Thousands of relatives flock to Illinois cemetery

Officials close graveyard; portions called crime scene

The spouses of Angena Smith, 66, right, James Saffore, 69, are buried at the Burr Oak Cemetery in Alsip, Ill. Smith and Saffore were among those looking for loved ones’ remains Saturday.  (Associated Press / The Spokesman-Review)
Christina M. Wright Associated Press

ALSIP, Ill. – Thousands of relatives hoping to find their loved ones showed up Saturday as officials exhumed one grave in a cemetery where four former employees are accused of digging up and dumping hundreds of bodies in a scheme to resell plots.

One body was found in the exhumed grave at the historic black cemetery, the Cook County sheriff said, despite an earlier report that two bodies were there. The former workers also have been accused of burying some bodies in shared graves.

Authorities closed Burr Oak Cemetery, home to the graves of civil rights-era lynching victim Emmett Till and blues singer Dinah Washington, on Friday and declared portions a crime scene. Saturday, lines snaked out of white tents where relatives filled out forms in an effort to find their loved ones’ bodies.

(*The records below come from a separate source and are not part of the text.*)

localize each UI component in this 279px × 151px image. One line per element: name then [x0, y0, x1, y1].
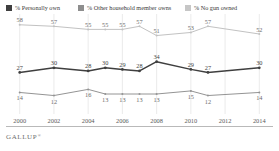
- legend-item-label: % Other household member owns: [87, 4, 171, 12]
- x-axis-tick-label: 2012: [219, 117, 232, 124]
- series-data-point[interactable]: [87, 28, 89, 30]
- data-point-value-label: 55: [119, 21, 125, 28]
- data-point-value-label: 57: [136, 18, 142, 25]
- series-data-point[interactable]: [190, 31, 192, 33]
- series-data-point[interactable]: [104, 28, 106, 30]
- x-axis-tick-label: 2004: [82, 117, 95, 124]
- x-axis-tick-label: 2008: [150, 117, 163, 124]
- square-swatch-icon: [185, 5, 191, 11]
- data-point-value-label: 57: [51, 18, 57, 25]
- chart-footer: GALLUP ®: [6, 133, 41, 145]
- series-data-point[interactable]: [87, 88, 89, 90]
- data-point-value-label: 34: [153, 53, 159, 60]
- data-point-value-label: 51: [153, 27, 159, 34]
- legend-item-personally-own[interactable]: % Personally own: [6, 2, 60, 14]
- data-point-value-label: 15: [188, 93, 194, 100]
- gallup-logo: GALLUP: [6, 133, 37, 141]
- data-point-value-label: 27: [17, 64, 23, 71]
- series-data-point[interactable]: [53, 95, 55, 97]
- series-data-point[interactable]: [104, 67, 107, 70]
- data-point-value-label: 12: [51, 98, 57, 105]
- data-point-value-label: 12: [205, 98, 211, 105]
- data-point-value-label: 55: [102, 21, 108, 28]
- data-point-value-label: 14: [17, 94, 23, 101]
- series-data-point[interactable]: [19, 24, 21, 26]
- x-axis-line: [0, 126, 279, 128]
- data-point-value-label: 57: [205, 18, 211, 25]
- gun-ownership-line-chart: % Personally own % Other household membe…: [0, 0, 279, 151]
- series-data-point[interactable]: [121, 93, 123, 95]
- series-data-point[interactable]: [207, 95, 209, 97]
- x-axis-tick-label: 2010: [184, 117, 197, 124]
- data-point-value-label: 30: [102, 59, 108, 66]
- series-data-point[interactable]: [18, 71, 21, 74]
- data-point-value-label: 13: [102, 96, 108, 103]
- data-point-value-label: 13: [153, 96, 159, 103]
- data-point-value-label: 30: [256, 59, 262, 66]
- legend-item-label: % Personally own: [15, 4, 60, 12]
- x-axis-tick-label: 2000: [13, 117, 26, 124]
- data-point-value-label: 14: [256, 94, 262, 101]
- series-data-point[interactable]: [53, 25, 55, 27]
- data-point-value-label: 28: [136, 62, 142, 69]
- series-data-point[interactable]: [258, 33, 260, 35]
- legend-item-other-household-member-owns[interactable]: % Other household member owns: [78, 2, 171, 14]
- trademark-icon: ®: [38, 133, 41, 139]
- series-data-point[interactable]: [155, 60, 158, 63]
- series-data-point[interactable]: [207, 71, 210, 74]
- data-point-value-label: 30: [51, 59, 57, 66]
- data-point-value-label: 27: [205, 64, 211, 71]
- series-data-point[interactable]: [121, 68, 124, 71]
- x-axis-tick-label: 2002: [48, 117, 61, 124]
- x-axis: 20002002200420062008201020122014: [0, 114, 279, 130]
- square-swatch-icon: [6, 5, 12, 11]
- chart-plot-area: 5857555555575153575227302830292834292730…: [0, 14, 279, 114]
- x-axis-tick-label: 2014: [253, 117, 266, 124]
- data-point-value-label: 13: [136, 96, 142, 103]
- series-data-point[interactable]: [258, 67, 261, 70]
- series-data-point[interactable]: [138, 70, 141, 73]
- data-point-value-label: 13: [119, 96, 125, 103]
- series-data-point[interactable]: [190, 68, 193, 71]
- chart-legend: % Personally own % Other household membe…: [0, 2, 279, 14]
- square-swatch-icon: [78, 5, 84, 11]
- series-data-point[interactable]: [207, 25, 209, 27]
- series-data-point[interactable]: [156, 35, 158, 37]
- data-point-value-label: 16: [85, 91, 91, 98]
- series-data-point[interactable]: [139, 25, 141, 27]
- series-data-point[interactable]: [156, 93, 158, 95]
- series-data-point[interactable]: [190, 90, 192, 92]
- data-point-value-label: 53: [188, 24, 194, 31]
- series-data-point[interactable]: [19, 91, 21, 93]
- data-point-value-label: 55: [85, 21, 91, 28]
- data-point-value-label: 58: [17, 16, 23, 23]
- series-data-point[interactable]: [121, 28, 123, 30]
- series-data-point[interactable]: [104, 93, 106, 95]
- legend-item-label: % No gun owned: [194, 4, 237, 12]
- series-data-point[interactable]: [87, 70, 90, 73]
- x-axis-tick-label: 2006: [116, 117, 129, 124]
- data-point-value-label: 52: [256, 26, 262, 33]
- series-data-point[interactable]: [258, 91, 260, 93]
- data-point-value-label: 29: [188, 61, 194, 68]
- series-data-point[interactable]: [53, 67, 56, 70]
- data-point-value-label: 29: [119, 61, 125, 68]
- series-data-point[interactable]: [139, 93, 141, 95]
- data-point-value-label: 28: [85, 62, 91, 69]
- legend-item-no-gun-owned[interactable]: % No gun owned: [185, 2, 237, 14]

“It’s a zoo, and it’s going to be a zoo because every black person in Chicago has someone buried here,” said Chicago resident Jennifer Gyimah, 51, who was waiting to check on family members’ graves. “As a living human being, you give dignity to the dead. The dignity today has been shattered.”

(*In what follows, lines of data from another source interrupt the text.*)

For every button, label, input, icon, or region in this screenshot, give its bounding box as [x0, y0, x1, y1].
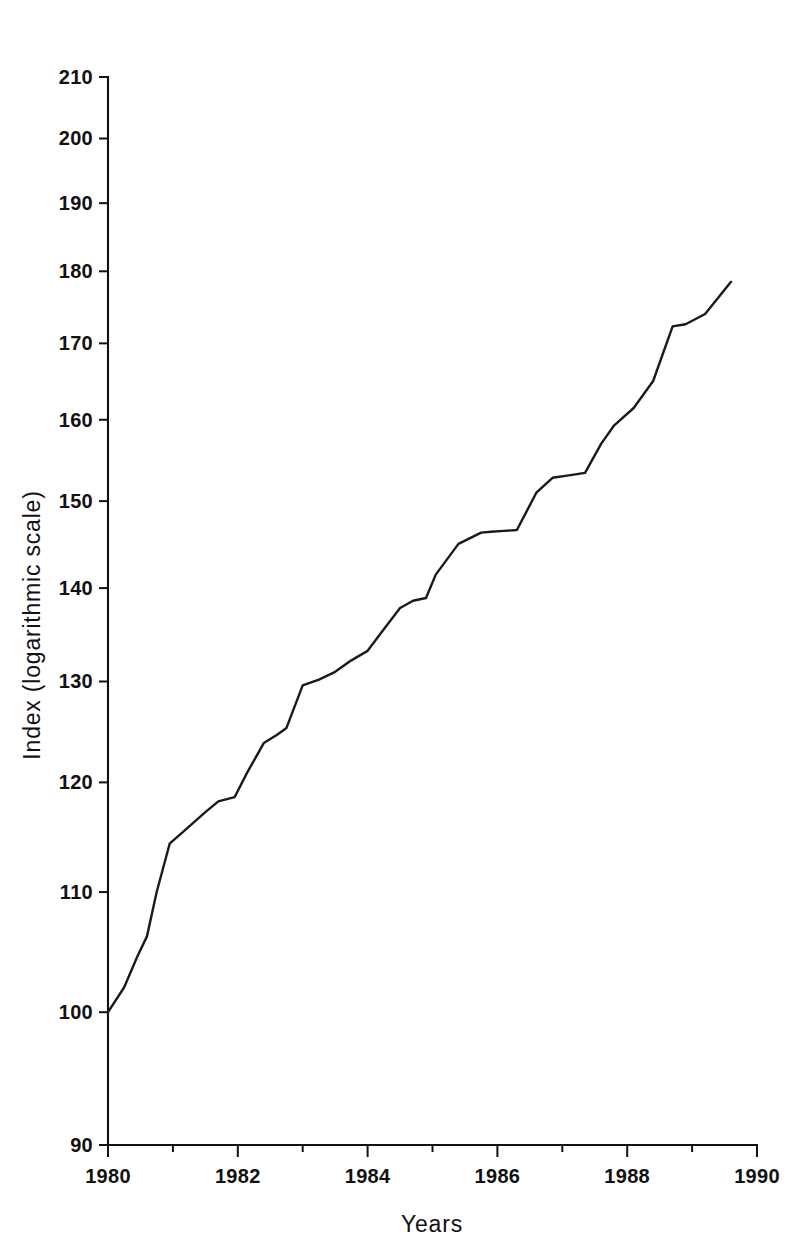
y-axis-tick-label: 160	[59, 409, 93, 431]
y-axis-tick-label: 110	[60, 881, 93, 903]
y-axis-tick-label: 150	[59, 490, 93, 512]
y-axis: 90100110120130140150160170180190200210	[59, 66, 108, 1156]
x-axis-tick-labels: 198019821984198619881990	[85, 1165, 780, 1187]
y-axis-tick-label: 190	[59, 192, 93, 214]
x-axis-title: Years	[401, 1211, 463, 1237]
index-line-chart: 90100110120130140150160170180190200210 1…	[0, 0, 811, 1260]
y-axis-title: Index (logarithmic scale)	[19, 490, 45, 759]
x-axis-tick-label: 1982	[215, 1165, 261, 1187]
x-axis-tick-label: 1990	[734, 1165, 780, 1187]
x-axis-tick-label: 1980	[85, 1165, 131, 1187]
data-series-line	[108, 282, 731, 1012]
y-axis-tick-label: 170	[59, 332, 93, 354]
y-axis-tick-label: 130	[59, 670, 93, 692]
y-axis-tick-label: 90	[70, 1134, 93, 1156]
y-axis-tick-label: 140	[59, 577, 93, 599]
x-axis-tick-label: 1984	[345, 1165, 391, 1187]
y-axis-tick-label: 120	[59, 771, 93, 793]
x-axis: 198019821984198619881990	[85, 1145, 780, 1187]
x-axis-tick-label: 1988	[604, 1165, 650, 1187]
y-axis-tick-label: 210	[59, 66, 93, 88]
chart-figure: 90100110120130140150160170180190200210 1…	[0, 0, 811, 1260]
x-axis-tick-label: 1986	[475, 1165, 521, 1187]
y-axis-tick-label: 180	[59, 260, 93, 282]
y-axis-tick-labels: 90100110120130140150160170180190200210	[59, 66, 93, 1156]
y-axis-tick-label: 200	[59, 127, 93, 149]
y-axis-ticks	[99, 77, 108, 1145]
y-axis-tick-label: 100	[59, 1001, 93, 1023]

Officials said they’d try to respond to families in the next week, but Cook County Sheriff Tom Dart said the investigation was hampered by a lack of maps for large sections of the cemetery. Many of those his staff had found were hand-drawn and sketchy, he said.

A portion of the cemetery devoted to children, called “Baby Land,” was particularly poorly documented, Dart said.

Three former gravediggers and a former cemetery manager have each been charged with one count of dismembering a body. The four sold existing deeds and plots to unsuspecting customers, authorities said. They then allegedly dug up hundreds of corpses and either dumped them in a weeded, vacant area of the cemetery – which authorities labeled the original crime scene – or double-stacked them in graves.